Even though it has become rather difficult to remember some of life’s many details, the one thing that ninety-something year-old Jacob has been able to remember is that the circus is coming to town tomorrow, and he gets to go if his family remembers to visit and take him.  Should he count on them?

It has been nearly 70 years since the great Depression when he was 23 and writing his exams for veterinary school at Cornell University.  He didn’t finish.
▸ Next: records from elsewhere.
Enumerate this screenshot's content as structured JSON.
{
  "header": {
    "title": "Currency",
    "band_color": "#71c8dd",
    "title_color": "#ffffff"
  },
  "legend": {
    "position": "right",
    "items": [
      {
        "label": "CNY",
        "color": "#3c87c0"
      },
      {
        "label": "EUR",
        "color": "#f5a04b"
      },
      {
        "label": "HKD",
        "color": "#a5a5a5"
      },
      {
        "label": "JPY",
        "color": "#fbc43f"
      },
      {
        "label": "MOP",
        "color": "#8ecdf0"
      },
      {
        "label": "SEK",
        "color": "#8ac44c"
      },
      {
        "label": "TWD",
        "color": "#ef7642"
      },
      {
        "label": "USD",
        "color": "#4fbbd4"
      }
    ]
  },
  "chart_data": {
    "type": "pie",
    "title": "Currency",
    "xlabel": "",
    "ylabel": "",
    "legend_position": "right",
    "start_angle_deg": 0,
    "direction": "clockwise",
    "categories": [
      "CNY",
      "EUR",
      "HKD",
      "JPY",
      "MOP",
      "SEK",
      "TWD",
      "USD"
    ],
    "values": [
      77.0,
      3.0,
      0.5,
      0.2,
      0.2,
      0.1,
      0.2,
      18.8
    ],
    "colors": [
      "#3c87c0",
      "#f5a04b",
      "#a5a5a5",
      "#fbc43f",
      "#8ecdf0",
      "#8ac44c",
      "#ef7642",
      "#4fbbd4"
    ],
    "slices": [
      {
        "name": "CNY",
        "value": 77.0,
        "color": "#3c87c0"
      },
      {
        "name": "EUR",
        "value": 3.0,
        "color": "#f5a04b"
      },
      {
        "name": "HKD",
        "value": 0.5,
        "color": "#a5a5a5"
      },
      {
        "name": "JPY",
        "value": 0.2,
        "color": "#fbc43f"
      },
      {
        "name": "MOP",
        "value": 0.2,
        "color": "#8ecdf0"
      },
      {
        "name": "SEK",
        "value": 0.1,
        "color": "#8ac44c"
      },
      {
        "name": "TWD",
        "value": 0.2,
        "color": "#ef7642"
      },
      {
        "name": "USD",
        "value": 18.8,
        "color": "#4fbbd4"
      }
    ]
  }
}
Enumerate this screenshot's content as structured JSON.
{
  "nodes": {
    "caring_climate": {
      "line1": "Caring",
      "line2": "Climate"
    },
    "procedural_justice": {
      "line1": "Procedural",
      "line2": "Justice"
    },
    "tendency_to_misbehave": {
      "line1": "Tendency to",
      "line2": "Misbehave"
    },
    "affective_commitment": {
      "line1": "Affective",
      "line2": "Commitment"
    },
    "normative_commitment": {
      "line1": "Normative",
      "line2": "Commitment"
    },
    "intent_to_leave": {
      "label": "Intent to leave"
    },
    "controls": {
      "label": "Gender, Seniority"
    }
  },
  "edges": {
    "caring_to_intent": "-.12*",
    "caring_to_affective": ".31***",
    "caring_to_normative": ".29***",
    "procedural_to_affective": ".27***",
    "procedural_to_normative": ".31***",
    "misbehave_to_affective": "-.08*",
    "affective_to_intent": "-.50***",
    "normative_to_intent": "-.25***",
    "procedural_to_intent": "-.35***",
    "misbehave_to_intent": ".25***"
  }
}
His parents were killed in a car accident, leaving him penniless, and he dropped out, walking out of his final exams and subsequently hopping a train.  He had thought he was in love.  But it turns out he was not.  Catherine, from back home was not the girl for him.

The train he hopped turns out to be a circus train.  Specifically, the train belonged to the “Benzi Brothers Most Spectacular Show on Earth”.  Luckily, he was able to parlay his expertise and experience with animals for a job with the circus.  He became the circus vet, where he cared for a menagerie of exotic animals, including an elephant, Rosie, who responds only to polish commands. 

He learned the ins and outs of the circus, through the treacherous ruling of Uncle Al, who cheats the Circus workers out of their wages, and fraudulently rips-off exhibits with false advertising.

In a series of revisited memories, he remembers having been engrossed in the circus…especially engrossed in Marlena, the horse-rider and wife of August.  Jacob falls for Marlena immediately.  The attraction between the two is inevitable, but the mental illness of August is threatening.  

Marlena isn’t the only love of Jacob’s life.  Rosie, the elephant is too.  To Jacob, Rosie is perhaps the most faithful of anyone at the Circus.   

Jacob remembers and reveals the richness of the circus and the leisurely recreation of the circus’s daily routine in a lovely and memorable way, and noted that the crewmembers seldom saw actual money but the performers and managers who party in the evenings, were able to drink champagne and dress in evening wear.  

He remembers the hippo pickled in formaldehyde, the four-hundred-pound “strong lady”, Rosie the elephant, who pulled free from her stake and drank the lemonade for the midway, as well as the tragedy of the Jamaica ginger paralysis caused by the consumption of adulterated ginger extract. 

He remembers these events just like they happened yesterday.  

Marlena and her husband August seem to be in love at first, but before long, he sees that August is a cruel man, who beats the animals, including Rosie, and who eventually beats Marlena as well.  Uncle Al tries blackmailing Jacob to reunite Marlena and August, for the sake of the circus—as both were invaluable members of the team. 

When Jacob fails, people start to die, and one by one this leads to the final blow up. 

Jacob refuses to lose his memories of the Circus—which for him was both his own hell, and his saving grace… visit Jacob at the Circus (read Water for Elephants).